"But do you not find," said Inglesant, "that this devotion, which is so ephemeral, is rather given to the sensible object than to the unseen Christ?"

"It may be so," said the rector; "there is no good but what has its alloy; but it is a real devotion, and it reaches after Christ. Granted that it is dark, no doubt in the darkness it finds Him, though it cannot see His form."

"Doubtless," said Inglesant, who saw that the rector did not wish to dwell on this part of the subject, "as we say in our service in England, we are the sheep of His pasture, and we are all branded with the mark which He puts upon His sheep—the innate knowledge of God in the soul. I remember hearing of a man who believed that he had a guardian spirit who awoke him every morning with the audible words, 'Who gets up first to pray?' If this man was deluded, it could not have been by Satan."

In the morning, when Inglesant awoke, he saw from his window, over the city wall, the Monte Mario, with its pine woods, and the windows of its scattered houses, lighted by the rising sun. The air was soft and balmy, and he remained at the open window, letting his mind grow certain of the fact that he was in Rome. In the clear atmosphere of the Papal city there was a strange shimmer of light upon the distant hills, and on the green tufts and hillocks of the waste ground beyond the walls.

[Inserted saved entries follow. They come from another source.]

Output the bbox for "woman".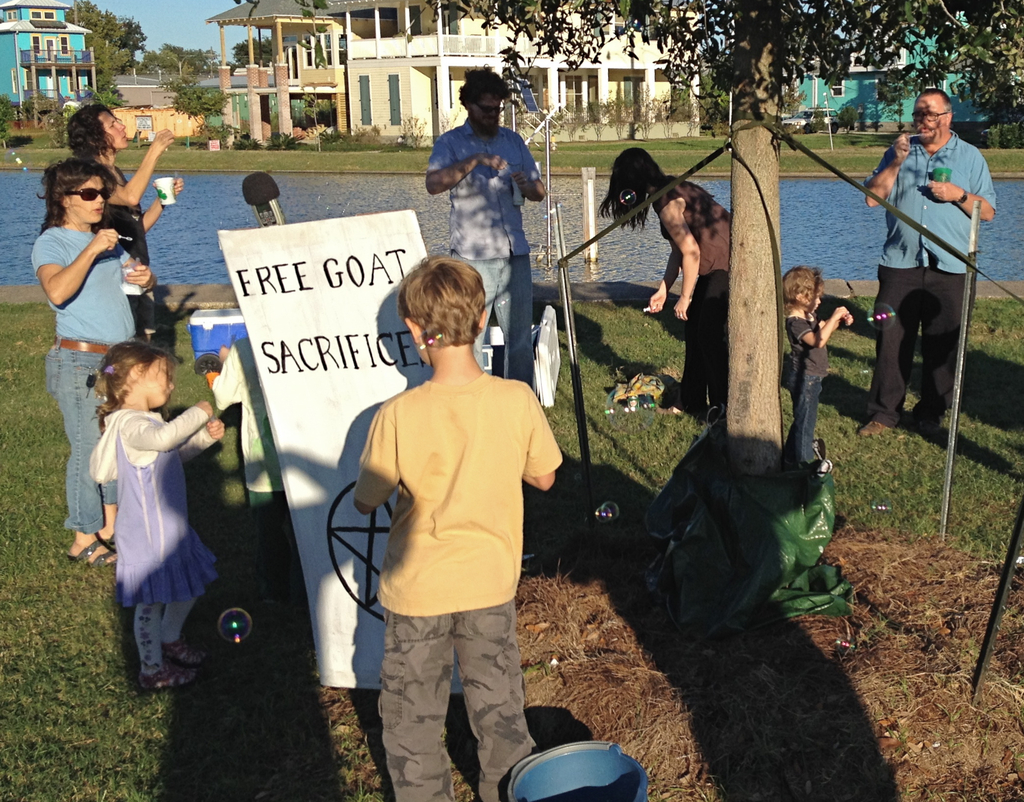
<region>29, 163, 157, 563</region>.
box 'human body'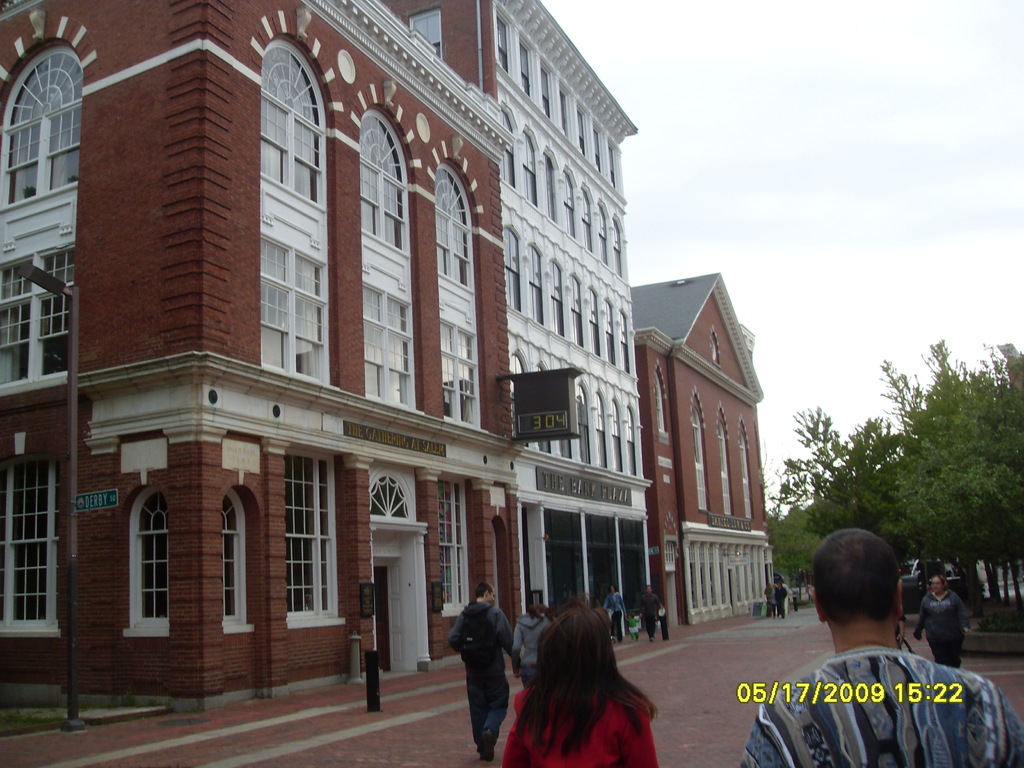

The warm air fanned his temples, and in the stillness of the early morning a delicious sense of a wonderful and unknown land, into the mysteries of which he was about to enter, filled his mind.

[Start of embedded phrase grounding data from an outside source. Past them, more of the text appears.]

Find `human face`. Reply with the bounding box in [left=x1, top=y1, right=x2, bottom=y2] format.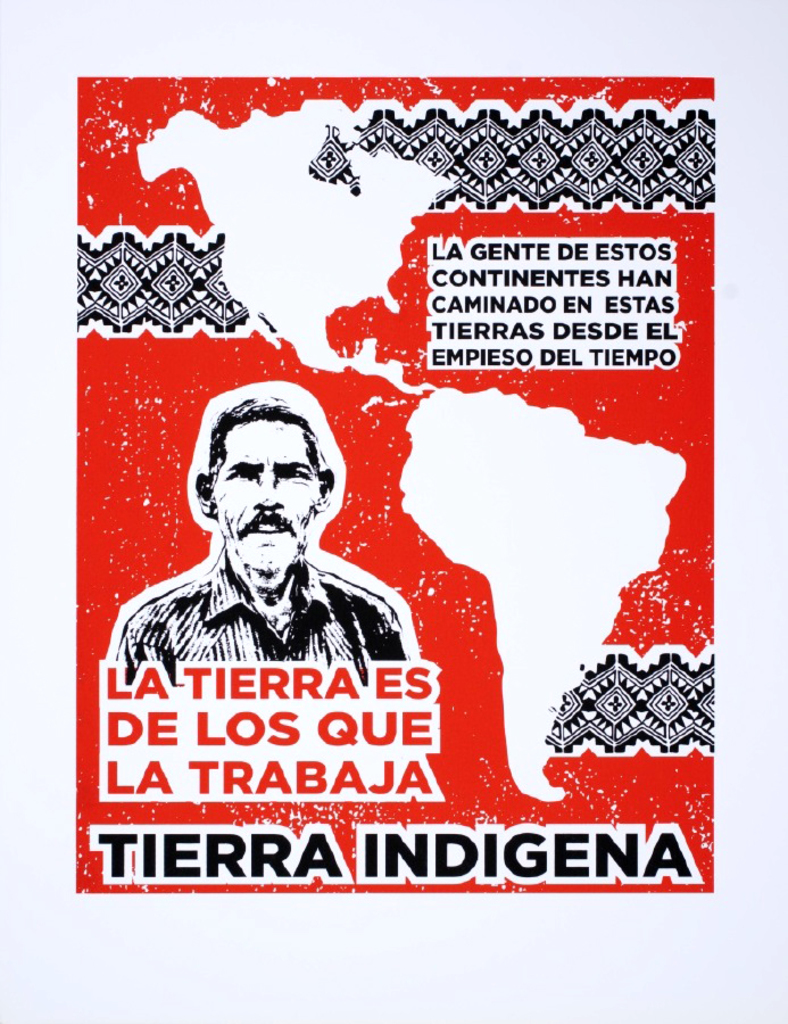
[left=213, top=407, right=308, bottom=571].
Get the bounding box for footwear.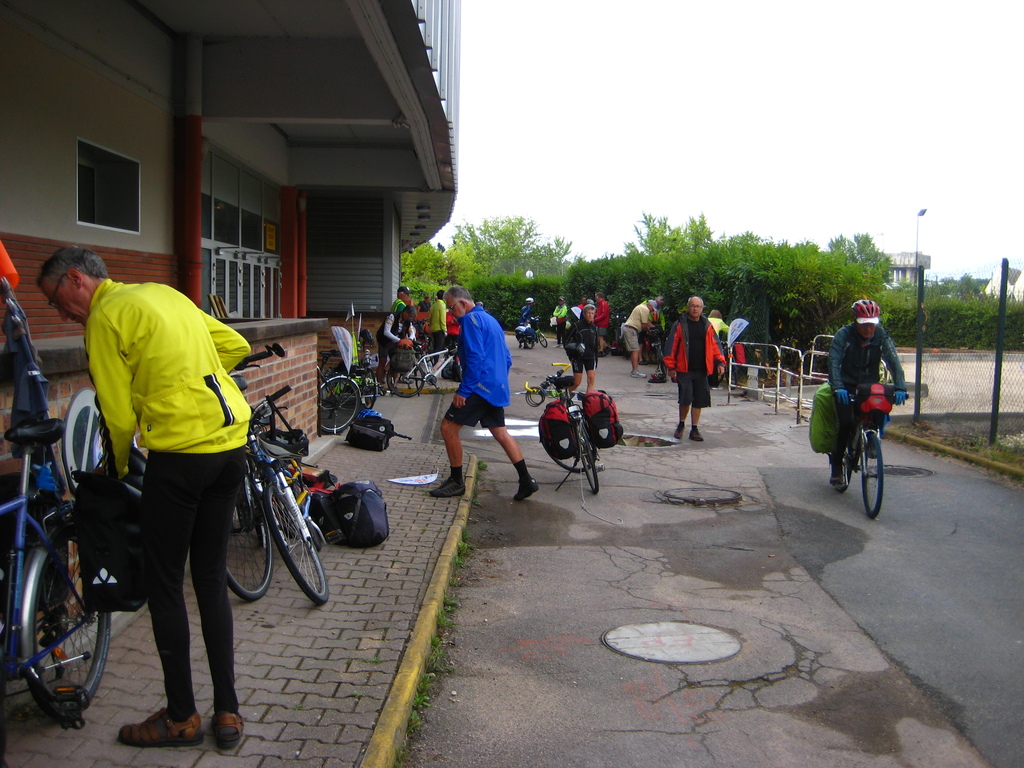
pyautogui.locateOnScreen(630, 369, 647, 376).
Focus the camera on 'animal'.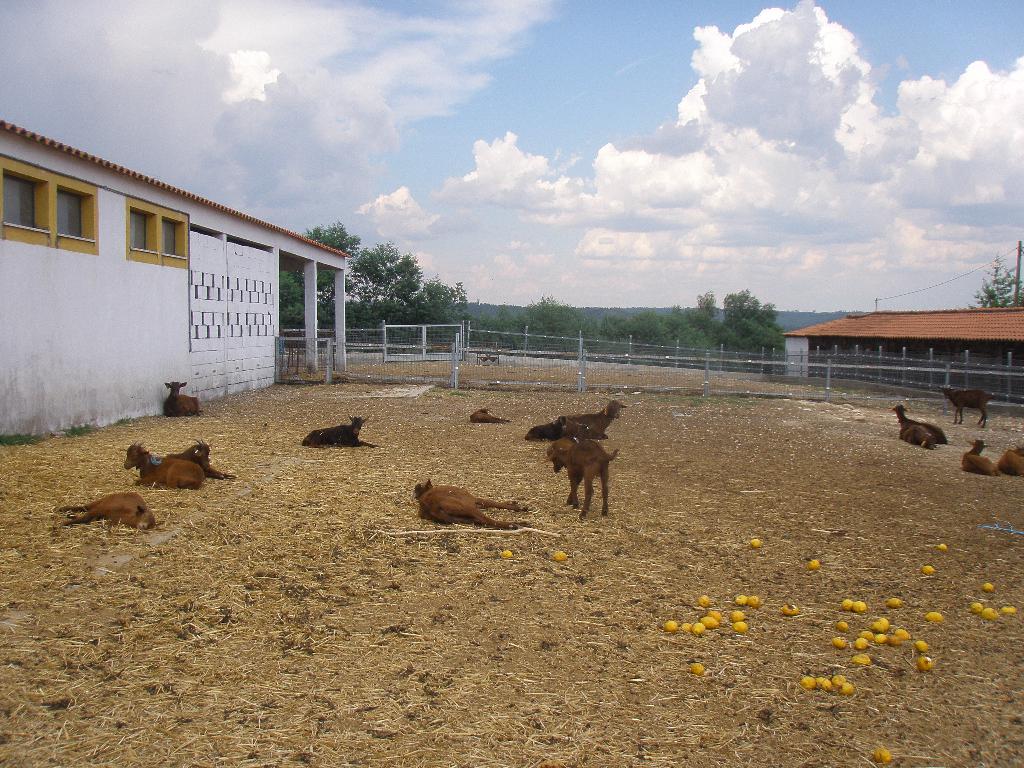
Focus region: box=[945, 384, 987, 438].
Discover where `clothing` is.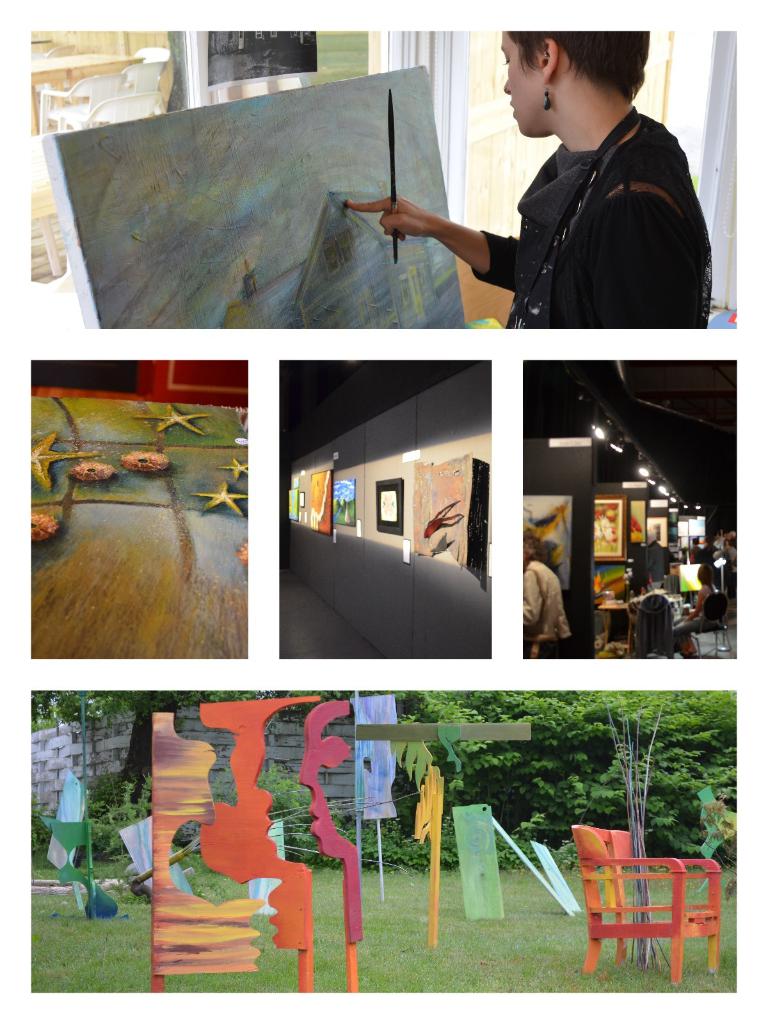
Discovered at region(475, 102, 704, 340).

It was indeed a strange world which lay before him, and resembled nothing so much as that to which the rector had aptly compared it the night before, a sacred interlude full of wild and fantastic sights; Churches more sublime than the dreams of fancy painted, across whose marble pavements saints and angels moved familiarly with men; pagan sepulchres and banqueting chambers, where the phantoms flickered as in Tartarus itself; vaults and Christian catacombs, where the cry of martyrs mingled with the chanting of masses sung beneath the sod, and where the torch-light flashed on passing forms of horror, quelled everywhere by the figure of the Crucified, that at every turn kept the place; midnight processions and singing, startling the darkness and scaring the doers of darkness, mortal and immortal, that lurked among the secret places, where the crimes of centuries stood like ghastly corpses at every step; and above all and through all the life of Jesus, enacted and re-enacted year after year and day by day continually, not in dumb show or memorial only, but in deed and fact before the eyes of men, as if, in that haunt of demons and possessed, in that sink of past and present crime, nothing but the eternal presence and power of Jesus could keep the fiends in check.

The rector took Inglesant over the College, and showed him the life and condition of the inmates under its most pleasing aspect. As he then saw it it reminded him of a poem he had heard Mr. Crashaw read at Little Gidding, describing a religious house and condition of life, and he quoted part of it to the rector:—

"No cruel guard of diligent cares, that keep

Crowned woes awake, as things too wise for sleep:

But reverend discipline, and religious fear,

And soft obedience, find sweet biding here;

Silence and sacred rest, peace and pure joys."

When they had seen the College the rector said,—

"We will go this morning to St. Peter's. It is better that you should see it at once, though the first sight is nothing. Then at three o'clock we will attend vespers at the Capello del Coro, where there is fine music every day in the presence of a cardinal; afterwards, as Rome is very full, there will be a great confluence of carriages in the Piazza of the Farnese Palace, which is a favourite resort. There I can show you many of the great ones, whom it is well you should know by sight, and hear something of, before you are presented to them."

As they passed out into the street of the city the rector began a disquisition on the discovery of antiquities in Rome. He advised Inglesant to study the cabinets of medals which he would meet with in the museums and palaces, as they would throw great light upon the statues and other curiosities.